Pit free market economics against Humboldt's soul-satisfying bay views and what happens?

Even beer loses.

Coors' "Silver Bullet Aluminum Pint," tossed out there in front of the eyeballs of southbound drivers on Highway 101, took the dubious top honor in the North Coast Journal's Ugliest Billboard Contest this week, snagging 12 percent of the votes.

"It's ugly and there are much better beer options," huffed one voter. "It blocks the view of the cows," wrote another.

When it comes to fielding bad press, though, Coors is slick. At home with a cold, Miller Coors spokeswoman Karina Diehl thought for about two seconds, and then offered, "I absolutely don't think our billboards are ugly ... (pause) ... but I totally respect the opinion of your readers."

Feel better now?

While we'd hoped the contest might start a conversation about how some of Humboldt's prettiest roadways could look, we also tapped into a seething undercurrent of graphic design critique.

Take heed, future billboard creators, because Humboldt does not like "eyeball searing colors," busy designs, giant people or that little lower case i so ubiquitous in front of certain phones and pods. Some of us are picky about typefaces, slamming signage with a dismissive: "It's big. It's ugly. And I don't like the font."

Many voters were happy to just blast ‘em all: "I HATE HATE the signs on the bay," one wrote.

Not that we'd generally want to encourage any haters out there, but oh, you billboard haters, you are not alone. From Arcata City Council members to the North Coast Railroad Authority board, lots of Humboldt heavy hitters have tried for years to get rid of the billboards lining Hwy. 101, intruding on shoreline and pastures. Mostly, they've failed.

Some signs are protected by legal settlements, and others with murkier provenance are fighting hard to stay anyway. (Stay tuned next month for the latest tussle over two that Caltrans wants gone.)

Meanwhile, even some of the business owners who rely on them are ambivalent.

"I don't particularly like billboards myself; I've got to be honest," said Trevor Harper, general manager of Harper Motors. His dealership shares with Mid-City Motor World the billboard that came in second-ugliest, with 10 percent of the vote. The thing is, say members of the family that owns both businesses, if the car dealers don't use them, someone else will.

"Those are CBS boards," said Trevor Harper's father Dan Harper, president and general manager at Mid-City. "They're owned by the CBS media corporation. They're going to be there. ... If they're there, I'm inclined to use them because they do help the business."

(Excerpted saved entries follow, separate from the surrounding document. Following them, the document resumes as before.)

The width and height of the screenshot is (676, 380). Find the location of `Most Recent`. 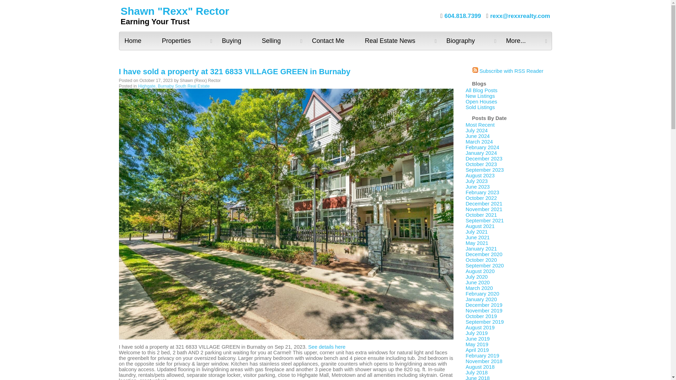

Most Recent is located at coordinates (479, 125).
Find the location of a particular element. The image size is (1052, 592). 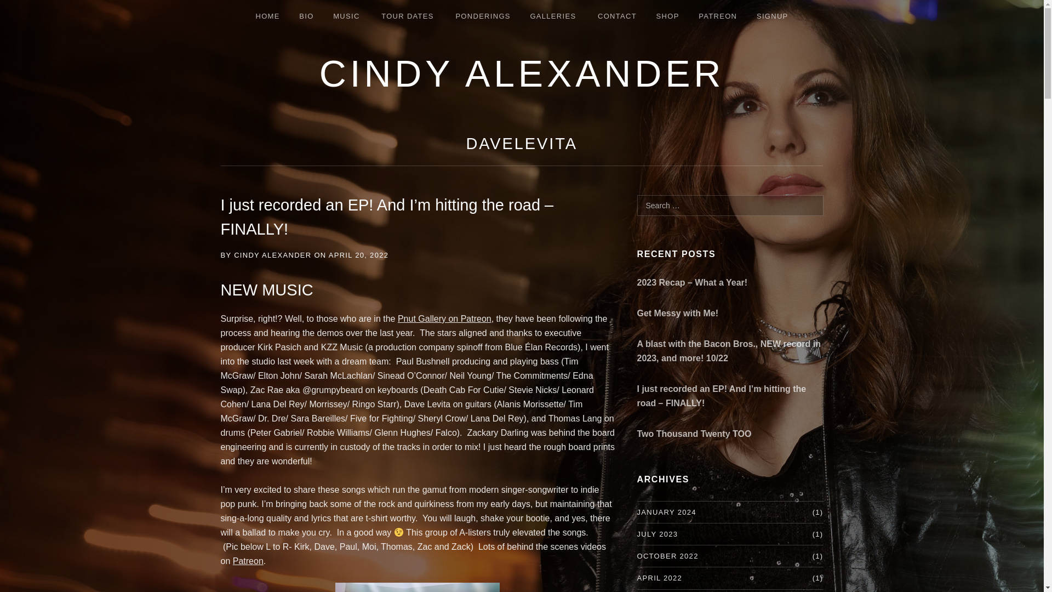

Pnut Gallery on Patreon is located at coordinates (444, 318).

If he actually owned the billboard, the elder Harper said, he'd consider taking it down. And for the voters who complained that this particular sign was just too cluttered looking, with all those logos? Dan Harper is listening.

"I'm open to input on what people would like to have on there, as far as design goes," he said.

On the bright side, billboard haters had a warmer spot for the dealerships' little free carousel directional sign, on the other side of the highway. Voters who stopped short of "they're all ugly" and actually singled out the worst offenders -- whether because of the view they blocked or the images they bore -- spared just four of our 31 contestants: Harley-Davidson and the Bear River Casino on the bay side of the road, and a 4-H sign and the auto dealers' carousel sign on the land side.

The 4-H'ers had some indignant defenders -- (Note to future NCJers: Never come between a youngster and a baby farm animal). A hand-painted sign, they chided us. With donated materials, they said. Where was our heart?

Almost as doting were supporters of the not-quite-billboard-backside of the long defunct Midway drive-in.

With 8 percent of the vote, it came in as third-ugliest along our chosen stretch of 101. But its fans were loyal.

"Wabi-sabi," one called it. "So old and ugly it's kinda cool."

The old theater screen sits on property now owned by Jay Bahner, who runs J's RV Center.

"I left that screen up there for nostalgia," he said, although it's also a handy landmark when he's directing people to his business. "I get comments all the time about how people like it, and it's a landmark in this county."

The metal in the old movie screen is valuable, Bahner said, and he's had offers from people who'd gladly disassemble it. He's not ready for that.

"I like the screen. It still stands up to the storms and the weather. If that drive-in screen could talk, believe me, it would be full of stories ... children that have been conceived and probably relationships that have been split up."

The impermanent and the imperfect. Wabi-sabi.